HAME, hame, hame, O hame fain wad I be

O hame, hame, hame, to my ain countree!

When the flower is i' the bud and the leaf is on the tree,
The lark shall sing me hame in my ain countree;
Hame, hame, hame, O hame fain wad I be—
O hame, hame, hame, to my ain countree!

The green leaf o' loyaltie's beginning for to fa',
The bonnie White Rose it is withering an' a';
But I'll water 't wi' the blude of usurping tyrannie,
An' green it will graw in my ain countree.

O, there's nocht now frae ruin my country can save,
But the keys o' kind heaven, to open the grave;
That a' the noble martyrs wha died for loyaltie
May rise again an' fight for their ain countree.

The great now are gane, a' wha ventured to save,
The new grass is springing on the tap o' their grave;
But the sun through the mirk blinks blithe in my e'e,
"I'll shine on ye yet in your ain countree."

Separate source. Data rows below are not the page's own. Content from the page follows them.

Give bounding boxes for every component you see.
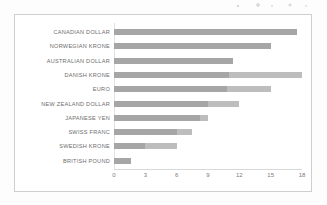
bar-category-label: NORWEGIAN KRONE — [16, 40, 110, 53]
bar-segment-inner — [114, 29, 297, 35]
bar-group — [114, 112, 302, 125]
bar-row: NEW ZEALAND DOLLAR — [15, 98, 313, 111]
bar-group — [114, 69, 302, 82]
bar-category-label: SWISS FRANC — [16, 126, 110, 139]
bar-category-label: NEW ZEALAND DOLLAR — [16, 98, 110, 111]
chart-screenshot: CANADIAN DOLLARNORWEGIAN KRONEAUSTRALIAN… — [0, 0, 327, 205]
bar-row: AUSTRALIAN DOLLAR — [15, 55, 313, 68]
bar-group — [114, 83, 302, 96]
x-axis-tick-label: 6 — [175, 172, 178, 178]
bar-segment-inner — [114, 115, 200, 121]
bar-group — [114, 40, 302, 53]
x-axis-tick-label: 18 — [299, 172, 306, 178]
bar-segment-inner — [114, 43, 271, 49]
bar-row: BRITISH POUND — [15, 155, 313, 168]
bar-row: DANISH KRONE — [15, 69, 313, 82]
bar-row: JAPANESE YEN — [15, 112, 313, 125]
chart-frame: CANADIAN DOLLARNORWEGIAN KRONEAUSTRALIAN… — [14, 14, 312, 192]
bar-segment-inner — [114, 86, 227, 92]
plot-area: CANADIAN DOLLARNORWEGIAN KRONEAUSTRALIAN… — [15, 15, 313, 193]
bar-group — [114, 140, 302, 153]
bar-category-label: EURO — [16, 83, 110, 96]
bar-segment-inner — [114, 158, 131, 164]
bar-row: EURO — [15, 83, 313, 96]
bar-category-label: JAPANESE YEN — [16, 112, 110, 125]
bar-group — [114, 26, 302, 39]
bar-segment-inner — [114, 58, 233, 64]
bar-segment-inner — [114, 129, 177, 135]
scan-artifact — [232, 2, 324, 10]
bar-row: CANADIAN DOLLAR — [15, 26, 313, 39]
x-axis-tick-label: 0 — [112, 172, 115, 178]
bar-category-label: DANISH KRONE — [16, 69, 110, 82]
bar-segment-inner — [114, 72, 229, 78]
x-axis-tick-label: 15 — [267, 172, 274, 178]
bar-group — [114, 55, 302, 68]
category-axis-line — [114, 169, 302, 170]
bar-category-label: SWEDISH KRONE — [16, 140, 110, 153]
bar-group — [114, 126, 302, 139]
bar-segment-inner — [114, 143, 145, 149]
bar-row: SWEDISH KRONE — [15, 140, 313, 153]
bar-row: SWISS FRANC — [15, 126, 313, 139]
bar-row: NORWEGIAN KRONE — [15, 40, 313, 53]
bar-category-label: BRITISH POUND — [16, 155, 110, 168]
x-axis-tick-label: 3 — [144, 172, 147, 178]
x-axis-tick-label: 12 — [236, 172, 243, 178]
bar-group — [114, 155, 302, 168]
bar-group — [114, 98, 302, 111]
x-axis-tick-label: 9 — [206, 172, 209, 178]
bar-segment-inner — [114, 101, 208, 107]
bar-category-label: CANADIAN DOLLAR — [16, 26, 110, 39]
bar-category-label: AUSTRALIAN DOLLAR — [16, 55, 110, 68]
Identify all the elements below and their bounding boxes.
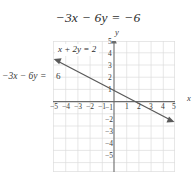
ytick-label: −1 bbox=[105, 104, 113, 112]
x-axis-label: x bbox=[187, 93, 191, 103]
left-equation-label: −3x − 6y = bbox=[2, 71, 46, 81]
xtick-label: 2 bbox=[137, 103, 141, 111]
xtick-label: −2 bbox=[86, 103, 94, 111]
xtick-label: 5 bbox=[172, 103, 176, 111]
line-equation-label: x + 2y = 2 bbox=[55, 44, 99, 56]
ytick-label: 4 bbox=[108, 50, 112, 58]
grid-and-line bbox=[53, 41, 175, 172]
xtick-label: 3 bbox=[149, 103, 153, 111]
ytick-label: 3 bbox=[108, 62, 112, 70]
figure-canvas: −3x − 6y = −6 −3x − 6y = bbox=[0, 0, 196, 176]
figure-title: −3x − 6y = −6 bbox=[0, 10, 196, 26]
ytick-label: 5 bbox=[108, 38, 112, 46]
ytick-label: −3 bbox=[105, 128, 113, 136]
xtick-label: −5 bbox=[50, 103, 58, 111]
xtick-label: −3 bbox=[74, 103, 82, 111]
xtick-label: −4 bbox=[62, 103, 70, 111]
coordinate-plane bbox=[53, 41, 175, 172]
ytick-label: 2 bbox=[108, 74, 112, 82]
y-axis-label: y bbox=[115, 27, 119, 37]
xtick-label: 4 bbox=[161, 103, 165, 111]
ytick-label: −5 bbox=[105, 152, 113, 160]
ytick-label: 1 bbox=[108, 86, 112, 94]
xtick-label: 1 bbox=[125, 103, 129, 111]
intercept-annotation: 6 bbox=[56, 72, 61, 81]
ytick-label: −2 bbox=[105, 116, 113, 124]
ytick-label: −4 bbox=[105, 140, 113, 148]
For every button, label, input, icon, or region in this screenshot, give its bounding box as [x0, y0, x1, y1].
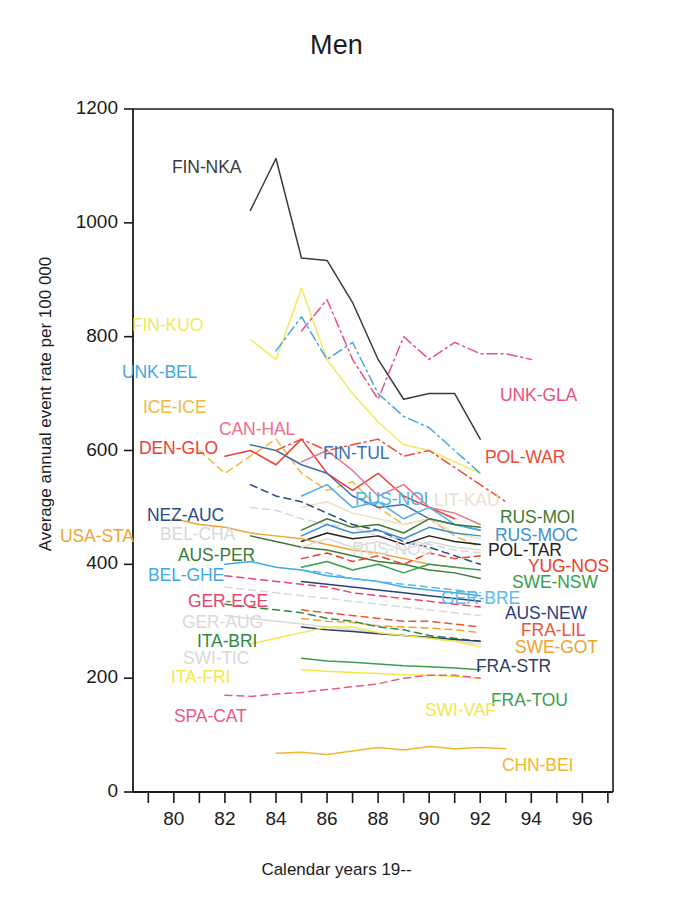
y-tick-label: 200 [48, 666, 118, 688]
series-line [302, 658, 481, 669]
series-label-chn-bei: CHN-BEI [502, 755, 573, 776]
series-label-bel-cha: BEL-CHA [160, 524, 235, 545]
series-label-bel-ghe: BEL-GHE [148, 565, 224, 586]
series-label-swe-got: SWE-GOT [515, 637, 598, 658]
series-label-pol-war: POL-WAR [485, 447, 565, 468]
series-label-fin-tul: FIN-TUL [323, 443, 389, 464]
series-line [276, 746, 506, 754]
x-tick-label: 84 [253, 808, 299, 830]
series-label-ger-ege: GER-EGE [188, 591, 268, 612]
series-label-fra-tou: FRA-TOU [491, 690, 568, 711]
series-label-ger-aug: GER-AUG [182, 612, 263, 633]
series-label-spa-cat: SPA-CAT [174, 706, 247, 727]
y-tick-label: 800 [48, 325, 118, 347]
series-label-lit-kau: LIT-KAU [434, 490, 499, 511]
chart-page: Men Average annual event rate per 100 00… [0, 0, 673, 922]
series-label-den-glo: DEN-GLO [139, 438, 218, 459]
x-tick-label: 88 [355, 808, 401, 830]
series-line [250, 159, 480, 440]
series-label-usa-sta: USA-STA [60, 526, 134, 547]
y-tick-label: 600 [48, 439, 118, 461]
series-label-swi-tic: SWI-TIC [183, 648, 249, 669]
series-label-fra-str: FRA-STR [476, 656, 551, 677]
series-label-unk-gla: UNK-GLA [500, 385, 577, 406]
series-label-nez-auc: NEZ-AUC [147, 505, 224, 526]
x-tick-label: 90 [406, 808, 452, 830]
series-label-can-hal: CAN-HAL [219, 419, 295, 440]
series-label-swe-nsw: SWE-NSW [512, 572, 598, 593]
x-tick-label: 92 [457, 808, 503, 830]
x-tick-label: 82 [202, 808, 248, 830]
y-tick-label: 0 [48, 780, 118, 802]
series-line [225, 675, 480, 696]
series-line [302, 300, 532, 400]
x-tick-label: 96 [559, 808, 605, 830]
y-tick-label: 1200 [48, 97, 118, 119]
x-tick-label: 86 [304, 808, 350, 830]
series-label-fin-nka: FIN-NKA [172, 157, 241, 178]
y-tick-label: 400 [48, 552, 118, 574]
x-tick-label: 94 [508, 808, 554, 830]
series-label-ita-fri: ITA-FRI [171, 667, 230, 688]
series-label-rus-noi: RUS-NOI [355, 489, 428, 510]
series-label-rus-nos: RUS-NOS [352, 539, 432, 560]
x-tick-label: 80 [151, 808, 197, 830]
y-tick-label: 1000 [48, 211, 118, 233]
series-label-unk-bel: UNK-BEL [122, 362, 197, 383]
series-label-ice-ice: ICE-ICE [143, 397, 206, 418]
series-line [302, 670, 481, 679]
series-label-fin-kuo: FIN-KUO [132, 315, 203, 336]
series-label-swi-vaf: SWI-VAF [425, 700, 496, 721]
series-label-aus-per: AUS-PER [178, 545, 255, 566]
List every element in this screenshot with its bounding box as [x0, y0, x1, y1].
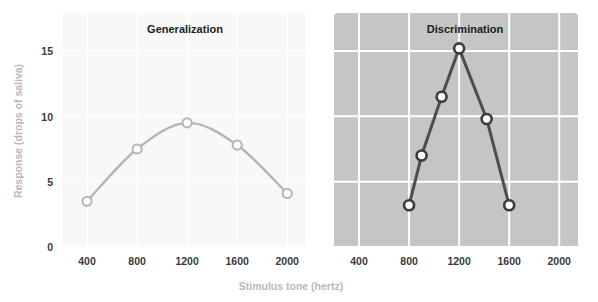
- y-tick-label-0: 0: [47, 241, 53, 253]
- plot-area-background-left: [62, 13, 306, 248]
- x-tick-label-800: 800: [400, 255, 418, 267]
- x-tick-label-1200: 1200: [447, 255, 471, 267]
- y-axis-title: Response (drops of saliva): [12, 64, 24, 198]
- data-point-marker: [283, 189, 292, 198]
- x-axis-title: Stimulus tone (hertz): [239, 280, 343, 292]
- data-point-marker: [82, 197, 91, 206]
- x-tick-label-1600: 1600: [498, 255, 522, 267]
- figure-container: Generalization Discrimination 15 10 5 0 …: [0, 0, 598, 302]
- two-panel-line-chart: Generalization Discrimination 15 10 5 0 …: [0, 0, 598, 302]
- data-point-marker: [454, 43, 464, 53]
- panel-title-discrimination: Discrimination: [427, 23, 504, 35]
- x-axis-group-right: 400800120016002000: [350, 255, 571, 267]
- data-point-marker: [437, 92, 447, 102]
- x-tick-label-400: 400: [350, 255, 368, 267]
- y-tick-label-15: 15: [41, 45, 53, 57]
- data-point-marker: [183, 118, 192, 127]
- data-point-marker: [132, 144, 141, 153]
- x-tick-label-1600: 1600: [226, 255, 250, 267]
- panel-discrimination: Discrimination: [334, 13, 578, 248]
- y-tick-label-5: 5: [47, 176, 53, 188]
- data-point-marker: [404, 200, 414, 210]
- y-axis-group: 15 10 5 0 Response (drops of saliva): [12, 45, 53, 253]
- x-tick-label-1200: 1200: [175, 255, 199, 267]
- data-point-marker: [233, 140, 242, 149]
- x-tick-label-2000: 2000: [548, 255, 572, 267]
- x-tick-label-2000: 2000: [276, 255, 300, 267]
- x-tick-label-800: 800: [128, 255, 146, 267]
- data-point-marker: [417, 151, 427, 161]
- y-tick-label-10: 10: [41, 111, 53, 123]
- panel-title-generalization: Generalization: [147, 23, 223, 35]
- x-tick-label-400: 400: [78, 255, 96, 267]
- data-point-marker: [482, 114, 492, 124]
- panel-generalization: Generalization: [62, 13, 306, 248]
- x-axis-group-left: 400800120016002000: [78, 255, 299, 267]
- data-point-marker: [504, 200, 514, 210]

Hame, hame, hame, O hame fain wad I be—
O hame, hame, hame, to my ain countree!

Allan Cunningham [1784-1842]

HOME, SWEET HOME!

From "Clari, the Maid of Milan "

'MID pleasures and palaces though we may roam,
Be it ever so humble, there's no place like home;
A charm from the sky seems to hallow us there,
Which, seek through the world, is ne'er met with elsewhere.
Home, Home, sweet, sweet Home!

There's no place like Home! there's no place like Home!